Thursday, July 6, 2023

German troops massacred Soviet civilians at a mass grave in Kraigonev, Soviet Union, in the summer of 1941 after the invasion of the Soviet Union. Einsatzgruppen, a German mobile massacre squad, shot Soviet civilians kneeling by the mass grave and dropped their bodies into the mass grave.

  German troops massacred large numbers of Soviet civilians at the mass grave in Kraigonev, Soviet Union, in the summer of 1941 after the invasion of the Soviet Union on June 22, 1941. German mobile massacre squads, the Ansatzgruppen (Einsatzgruppen), shot Soviet civilians kneeling by the mass graves and dropped their bodies into the mass graves. Soviet civilians suspected of being Communists were selected for execution along with Soviet Red Army officers and male Jews. The Anzacruppen consisted mainly of German SS and police officers. They killed suspected racial and political enemies behind the German lines in the occupied Soviet Union.

  The main method of killing was mass shooting. Anzacruppen rounded up suspected victims. Often in the middle of the night, he marched or drove them to the outskirts of towns and villages. Victims were stripped of their clothes, walked in small groups to graves that were dug and shot. Suspect victims were turned upside down and shot in the back of the neck with a pistol. They made the Jews descend into the ditch and lie on top of the bodies of those already shot, adding more and more bodies to the pile. Jews who lived near wide rivers were put on barges and towed away from land, then drowned. Einsatzgruppen also reported having Jews dig mass graves and burying them alive, and in October 1941, a German military response unit in Romania gathered some 19,000 Jews in Odessa in a fenced-in square and set them on fire with gasoline, burning them to death.

 In the last week of July 1941, Soviet resistance increased and the German advance began to slow down; in late summer 1941, Einsatzgruppen launched a genocidal campaign to slaughter as many Russian Jews as they could get their hands on; in May 1941, a violent extermination of racially inferior Jews and others Brainwashed by ideology, some 3,000 Ansatzgruppen were dispersed into four main groups and began hunting Jews. The mobile massacre squads committed atrocities against the Jews that occurred in Poland during the first approximately 22 months of the German occupation, when the Germans quickly occupied large tracts of land. They made the most of the genocide, which was undisclosed by the Soviet authorities. Ansatzgruppen obtained lists of Jewish residents of towns and villages from the leaders of the Jewish community. There was often an initial killing of community leaders to reduce the possibility of organized resistance. Local Jews were recruited to participate in the capture and killing of their Jewish neighbors. The Germans occupied the Ukrainian city of Kiev on September 19, 1941, and seized more than 650,000 prisoners of war. Einsatzgruppen troops mass-shot approximately 33,000 more Jews in the Babi Yar Valley on September 29 and 30.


> ABOUT THIS TASK
Looking at the listing below, work out the number of lines where the string "grid" shows up, and give that number only.
------------------------------
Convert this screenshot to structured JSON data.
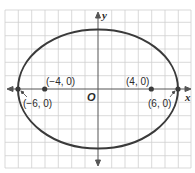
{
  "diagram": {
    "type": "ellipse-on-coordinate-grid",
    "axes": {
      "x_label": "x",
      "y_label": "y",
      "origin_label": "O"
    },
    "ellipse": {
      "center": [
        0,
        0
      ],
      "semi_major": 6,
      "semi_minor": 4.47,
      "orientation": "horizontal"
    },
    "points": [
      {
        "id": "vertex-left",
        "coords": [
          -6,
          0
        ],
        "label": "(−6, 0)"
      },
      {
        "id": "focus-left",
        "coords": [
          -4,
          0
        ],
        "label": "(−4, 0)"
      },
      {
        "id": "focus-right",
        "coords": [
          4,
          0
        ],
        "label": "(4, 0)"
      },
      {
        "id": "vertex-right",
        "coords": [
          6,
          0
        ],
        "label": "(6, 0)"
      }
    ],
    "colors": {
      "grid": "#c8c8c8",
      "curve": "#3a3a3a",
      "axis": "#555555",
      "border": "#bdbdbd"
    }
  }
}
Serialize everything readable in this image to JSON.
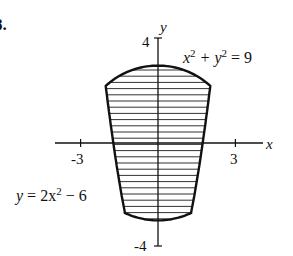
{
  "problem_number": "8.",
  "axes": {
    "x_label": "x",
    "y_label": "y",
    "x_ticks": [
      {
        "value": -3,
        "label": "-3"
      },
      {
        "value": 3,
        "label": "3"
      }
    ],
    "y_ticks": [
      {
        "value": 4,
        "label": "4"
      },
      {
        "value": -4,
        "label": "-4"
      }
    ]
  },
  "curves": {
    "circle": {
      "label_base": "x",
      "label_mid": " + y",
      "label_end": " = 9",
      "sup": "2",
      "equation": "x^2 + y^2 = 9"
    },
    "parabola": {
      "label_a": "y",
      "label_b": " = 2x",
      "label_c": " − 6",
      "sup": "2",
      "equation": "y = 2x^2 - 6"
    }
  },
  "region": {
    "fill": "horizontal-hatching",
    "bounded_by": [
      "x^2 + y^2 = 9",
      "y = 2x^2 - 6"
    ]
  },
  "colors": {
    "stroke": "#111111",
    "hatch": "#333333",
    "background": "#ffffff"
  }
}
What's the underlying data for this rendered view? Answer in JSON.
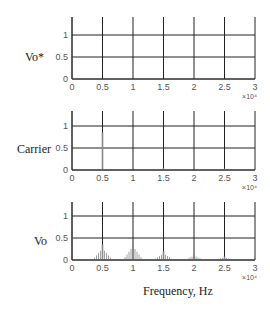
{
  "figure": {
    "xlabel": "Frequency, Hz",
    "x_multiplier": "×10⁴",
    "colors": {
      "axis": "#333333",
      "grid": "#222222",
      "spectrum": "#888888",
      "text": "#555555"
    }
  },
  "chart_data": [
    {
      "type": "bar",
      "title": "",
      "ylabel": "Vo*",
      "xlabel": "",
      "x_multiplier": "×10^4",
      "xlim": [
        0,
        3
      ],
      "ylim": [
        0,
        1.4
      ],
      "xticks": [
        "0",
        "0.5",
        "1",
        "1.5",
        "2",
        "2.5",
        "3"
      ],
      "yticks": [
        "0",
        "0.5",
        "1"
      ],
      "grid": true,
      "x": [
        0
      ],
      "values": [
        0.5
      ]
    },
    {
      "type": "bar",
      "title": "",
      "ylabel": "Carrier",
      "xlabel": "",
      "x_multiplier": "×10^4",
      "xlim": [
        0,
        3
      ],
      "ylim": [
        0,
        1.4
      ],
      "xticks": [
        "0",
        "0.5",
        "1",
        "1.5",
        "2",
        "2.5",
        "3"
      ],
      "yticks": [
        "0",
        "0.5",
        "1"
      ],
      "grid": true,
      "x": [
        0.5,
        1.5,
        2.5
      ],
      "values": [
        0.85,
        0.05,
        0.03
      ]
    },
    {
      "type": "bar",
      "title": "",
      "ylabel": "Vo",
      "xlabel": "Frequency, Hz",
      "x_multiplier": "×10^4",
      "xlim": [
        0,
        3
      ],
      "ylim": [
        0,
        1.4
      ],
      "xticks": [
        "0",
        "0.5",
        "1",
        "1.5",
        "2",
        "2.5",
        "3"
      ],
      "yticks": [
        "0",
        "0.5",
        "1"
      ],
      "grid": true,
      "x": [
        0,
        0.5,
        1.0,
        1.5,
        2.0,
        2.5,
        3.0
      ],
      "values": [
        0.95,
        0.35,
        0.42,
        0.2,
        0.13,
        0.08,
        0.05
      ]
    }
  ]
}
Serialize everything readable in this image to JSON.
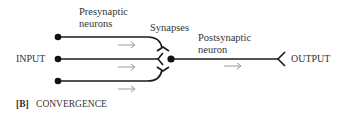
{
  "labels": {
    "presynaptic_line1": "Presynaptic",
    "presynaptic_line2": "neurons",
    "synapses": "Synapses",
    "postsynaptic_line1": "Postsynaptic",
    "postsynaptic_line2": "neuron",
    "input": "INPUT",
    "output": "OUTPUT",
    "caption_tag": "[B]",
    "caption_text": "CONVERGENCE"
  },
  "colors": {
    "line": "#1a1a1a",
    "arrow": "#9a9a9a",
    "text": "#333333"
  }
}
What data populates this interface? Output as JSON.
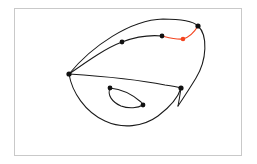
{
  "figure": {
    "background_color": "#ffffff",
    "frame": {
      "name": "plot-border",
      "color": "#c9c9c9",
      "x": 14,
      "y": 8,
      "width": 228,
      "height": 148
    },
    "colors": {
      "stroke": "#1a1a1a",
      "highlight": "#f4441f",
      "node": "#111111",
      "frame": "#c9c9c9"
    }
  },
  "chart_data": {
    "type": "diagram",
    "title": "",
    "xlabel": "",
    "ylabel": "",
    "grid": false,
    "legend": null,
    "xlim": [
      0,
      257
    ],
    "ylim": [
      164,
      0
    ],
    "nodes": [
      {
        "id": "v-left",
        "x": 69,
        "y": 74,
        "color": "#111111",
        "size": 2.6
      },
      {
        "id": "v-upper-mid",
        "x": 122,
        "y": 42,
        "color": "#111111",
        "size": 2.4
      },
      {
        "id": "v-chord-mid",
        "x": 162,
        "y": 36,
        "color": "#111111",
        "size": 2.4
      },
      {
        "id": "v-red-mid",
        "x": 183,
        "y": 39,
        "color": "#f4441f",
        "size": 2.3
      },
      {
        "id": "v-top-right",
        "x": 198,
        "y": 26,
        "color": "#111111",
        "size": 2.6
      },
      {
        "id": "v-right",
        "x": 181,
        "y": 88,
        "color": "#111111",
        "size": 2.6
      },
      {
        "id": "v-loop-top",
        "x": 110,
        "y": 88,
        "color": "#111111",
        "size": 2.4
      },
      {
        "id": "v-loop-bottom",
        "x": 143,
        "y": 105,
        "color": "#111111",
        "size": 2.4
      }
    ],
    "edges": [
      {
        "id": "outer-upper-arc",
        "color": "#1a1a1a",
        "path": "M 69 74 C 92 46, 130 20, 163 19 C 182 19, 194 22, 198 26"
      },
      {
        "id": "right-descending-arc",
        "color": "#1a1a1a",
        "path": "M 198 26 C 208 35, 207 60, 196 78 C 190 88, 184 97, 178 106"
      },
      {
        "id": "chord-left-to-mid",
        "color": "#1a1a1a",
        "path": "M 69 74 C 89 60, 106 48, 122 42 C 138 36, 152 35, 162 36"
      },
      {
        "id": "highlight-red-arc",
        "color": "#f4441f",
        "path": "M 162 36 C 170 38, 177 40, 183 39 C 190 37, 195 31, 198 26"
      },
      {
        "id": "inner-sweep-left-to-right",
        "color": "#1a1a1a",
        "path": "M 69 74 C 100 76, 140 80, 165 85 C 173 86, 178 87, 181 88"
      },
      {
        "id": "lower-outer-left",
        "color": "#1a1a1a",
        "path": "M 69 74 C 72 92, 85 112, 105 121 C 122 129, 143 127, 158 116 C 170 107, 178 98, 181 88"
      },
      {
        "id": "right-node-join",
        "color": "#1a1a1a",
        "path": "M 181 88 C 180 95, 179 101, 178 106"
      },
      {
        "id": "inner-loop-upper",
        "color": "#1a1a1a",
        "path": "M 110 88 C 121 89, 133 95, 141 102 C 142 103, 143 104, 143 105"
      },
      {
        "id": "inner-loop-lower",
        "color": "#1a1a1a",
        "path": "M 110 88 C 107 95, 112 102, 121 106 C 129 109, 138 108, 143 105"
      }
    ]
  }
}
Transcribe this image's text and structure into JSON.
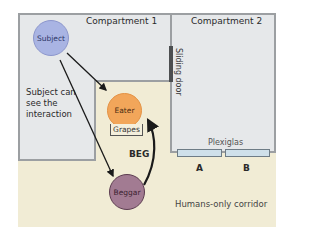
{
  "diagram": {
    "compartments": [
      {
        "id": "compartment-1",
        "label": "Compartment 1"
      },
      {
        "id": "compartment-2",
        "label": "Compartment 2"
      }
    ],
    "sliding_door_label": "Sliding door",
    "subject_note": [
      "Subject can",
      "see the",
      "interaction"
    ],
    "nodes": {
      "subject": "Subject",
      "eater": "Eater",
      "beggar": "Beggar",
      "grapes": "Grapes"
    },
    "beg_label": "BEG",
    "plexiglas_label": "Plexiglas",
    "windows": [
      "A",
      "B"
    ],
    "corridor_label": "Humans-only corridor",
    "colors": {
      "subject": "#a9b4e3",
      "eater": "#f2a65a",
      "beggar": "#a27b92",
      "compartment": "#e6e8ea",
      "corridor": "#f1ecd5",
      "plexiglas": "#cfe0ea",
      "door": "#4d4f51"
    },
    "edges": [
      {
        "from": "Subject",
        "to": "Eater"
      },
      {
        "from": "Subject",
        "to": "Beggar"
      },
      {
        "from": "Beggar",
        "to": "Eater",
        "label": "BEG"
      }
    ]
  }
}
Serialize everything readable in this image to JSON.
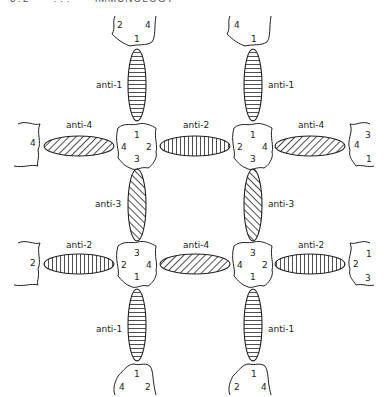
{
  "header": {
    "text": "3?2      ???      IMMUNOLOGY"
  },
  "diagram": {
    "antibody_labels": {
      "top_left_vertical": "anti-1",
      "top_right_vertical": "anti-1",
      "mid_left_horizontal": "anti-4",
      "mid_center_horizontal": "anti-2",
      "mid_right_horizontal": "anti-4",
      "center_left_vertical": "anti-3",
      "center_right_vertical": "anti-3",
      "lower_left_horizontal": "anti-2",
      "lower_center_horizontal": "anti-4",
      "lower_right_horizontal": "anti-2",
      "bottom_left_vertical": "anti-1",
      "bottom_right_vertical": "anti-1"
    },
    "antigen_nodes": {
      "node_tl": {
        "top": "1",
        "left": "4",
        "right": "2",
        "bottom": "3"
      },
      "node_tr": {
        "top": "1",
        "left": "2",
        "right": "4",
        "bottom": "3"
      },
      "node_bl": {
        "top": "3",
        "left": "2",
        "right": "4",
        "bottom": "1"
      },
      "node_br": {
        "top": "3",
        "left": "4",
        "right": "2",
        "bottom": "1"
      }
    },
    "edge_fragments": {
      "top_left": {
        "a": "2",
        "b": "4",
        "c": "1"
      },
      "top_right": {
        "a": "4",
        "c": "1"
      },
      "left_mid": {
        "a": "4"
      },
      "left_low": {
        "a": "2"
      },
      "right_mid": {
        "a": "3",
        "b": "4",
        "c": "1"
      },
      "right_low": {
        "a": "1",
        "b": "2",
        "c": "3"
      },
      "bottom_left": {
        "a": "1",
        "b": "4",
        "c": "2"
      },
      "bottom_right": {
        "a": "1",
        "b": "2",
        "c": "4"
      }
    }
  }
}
------------------------------
> YOUR SOLUTION
7